Green light for U21s league to replace reserves

Premier League takes measure to ensure that elite young players are given more game time

The Premier League is to re-launch the current reserve team competitions as a national under-21s league, to provide game time for elite young players who are languishing on the bench, The Independent has learned.

The League's 20 clubs have agreed that games in the new Premier League Reserve League will take place at weekends and may shadow those between the first teams where possible. But they will come after Premier League matches, allowing those players who have made the bench in the elite division, but gained little or no playing time, the opportunity to play in a high-quality second-string game. The new league seems likely to be fully established for the 2013/14 season, rather than this August – because the clubs are yet to agree on how many over-age players each side should be allowed to field, ensuring the league offers a means of older players returning to full fitness.

The new league aims to resolve a critical problem in the English game, of the best young talent getting minimal competitive football in squads packed with expensive acquisitions. "By the time I came through the non-league system I'd not received that much coaching but I had 250 games behind me," said England's caretaker manager and under-21 manager Stuart Pearce. "Too many of my players at under-21 level haven't had enough game time. Of that squad I may only have had eight or nine who played on the Saturday. Now that's a crying shame."

The Independent can reveal that a national under-18 league is also to be established for all Premier League and Football League clubs which attain Category 1 status – the highest grading under the new Elite Player Performance Plan (EPPP) – in another attempt to better develop young players.

It is unclear whether the under-21 league, which clubs with a Category 1 youth development grading under EPPP will join, will carry any commercial opportunities, though there may be some prospect of that if adequate interest is kindled in a competition which could give, for example, Chelsea's Josh McEachran or Liverpool's Raheem Sterling game time they might otherwise miss on a bench the day before.

The current Premier Reserve League is split into a northern and southern division but four clubs – Manchester City, QPR, Stoke and Tottenham – do not field sides, and the competition has certainly faded badly since Kevin Keegan dealt it a significant blow by removing Newcastle United in the mid-1990s. Its inadequacy for player development was highlighted in January when Andre Villas Boas, then Chelsea manager, suggested Premier League clubs should be allowed to field reserve sides in the Football League. The Football League called this "offensive", but Everton manager David Moyes has since disclosed that he was thwarted in his own plan to play an Everton 'B' team in the Football Conference in an attempt to upgrade competitive levels for his young players. Newcastle United manager Alan Pardew has also said he is "looking closely" at the wisdom of continuing with the Reserve League in its current format.

There is also dissatisfaction among clubs with stronger youth set-ups at the standard of under-18s opposition. The success of last season's Under-19s European NextGen tournament, in which Internazionale defeated Liverpool's semi-final opponents Ajax in the final at Leyton Orient, has proved the value of elite opposition. Manchester City's intention to compete again next year is based on their belief that the experience of overseas travel to play and encounter different systems have been invaluable.

The new national under-18s league will provide better competition for top youth sides on a more regular basis. Damien Comolli, director of football at Liverpool – whose 6-0 home defeat to Ajax in the NextGen semi-final revealed a gulf in class – told the LFC Magazine last week that "we want to play against the best". He said: "From day one we have told the Premier League the principle of the best against the best, and playing and training with the best will get our backing. Recently, we played against Manchester United in the under-15s and it was technically a very good game with a high quality of football played."

In France, reserve teams may enter the professional pyramid and play as high as the fourth tier – England's League Two – and although that seems unworkable in England, the former France technical director Gerard Houllier is among those urging changes. "In England you lose a lot of players between 18 and 21," he said. "The two countries who are failing are England and Italy. I knew one or two players [when manager] at Aston Villa who did not have enough games to play at the top level. Between 18 and 20 there is nothing. In France when they don't play on a Saturday, they can play for the reserves the next day."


_What needs to be done_:
Reply with one number: the count of lines in the data that hold the string "geodesic".

---------- Records for this exercise

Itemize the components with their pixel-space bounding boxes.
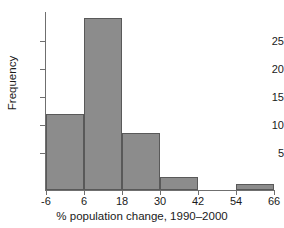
x-tick-label: 54 — [216, 196, 256, 207]
y-tick-mark — [40, 41, 45, 42]
x-axis-title: % population change, 1990–2000 — [0, 210, 284, 222]
histogram-bar — [46, 114, 84, 190]
y-tick-mark — [40, 153, 45, 154]
plot-area — [46, 12, 274, 190]
histogram-bar — [160, 177, 198, 190]
x-tick-label: 30 — [140, 196, 180, 207]
x-tick-label: 66 — [254, 196, 284, 207]
x-tick-label: 18 — [102, 196, 142, 207]
histogram-chart: 5 10 15 20 25 -6 6 18 30 42 54 66 % popu… — [0, 0, 284, 228]
x-tick-label: -6 — [26, 196, 66, 207]
y-tick-mark — [40, 97, 45, 98]
histogram-bar — [84, 18, 122, 190]
histogram-bar — [236, 184, 274, 190]
y-tick-mark — [40, 69, 45, 70]
x-tick-label: 6 — [64, 196, 104, 207]
x-tick-label: 42 — [178, 196, 218, 207]
y-axis-title: Frequency — [6, 23, 18, 143]
y-tick-mark — [40, 125, 45, 126]
histogram-bar — [122, 133, 160, 190]
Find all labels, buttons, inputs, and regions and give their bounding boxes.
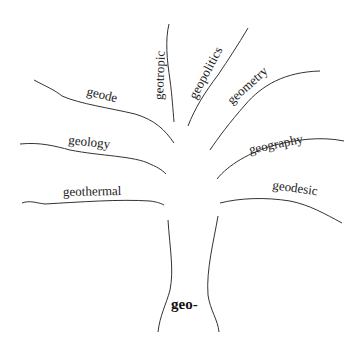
branch-line-geodesic	[220, 199, 342, 223]
branch-label-geography: geography	[248, 131, 305, 157]
trunk-left-line	[158, 220, 172, 332]
branch-line-geothermal	[22, 200, 164, 205]
tree-drawing: geotropic geopolitics geometry geode geo…	[0, 0, 360, 352]
branch-label-geodesic: geodesic	[272, 177, 319, 198]
root-label: geo-	[171, 296, 198, 312]
branch-line-geotropic	[167, 24, 174, 122]
trunk-right-line	[208, 216, 219, 332]
branch-label-geology: geology	[68, 132, 112, 151]
branch-label-geotropic: geotropic	[151, 50, 168, 100]
branch-label-geode: geode	[85, 83, 119, 105]
branch-label-geothermal: geothermal	[63, 183, 122, 199]
branch-label-geometry: geometry	[224, 63, 271, 107]
word-tree-diagram: geotropic geopolitics geometry geode geo…	[0, 0, 360, 352]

--------------------

_The answer_:
2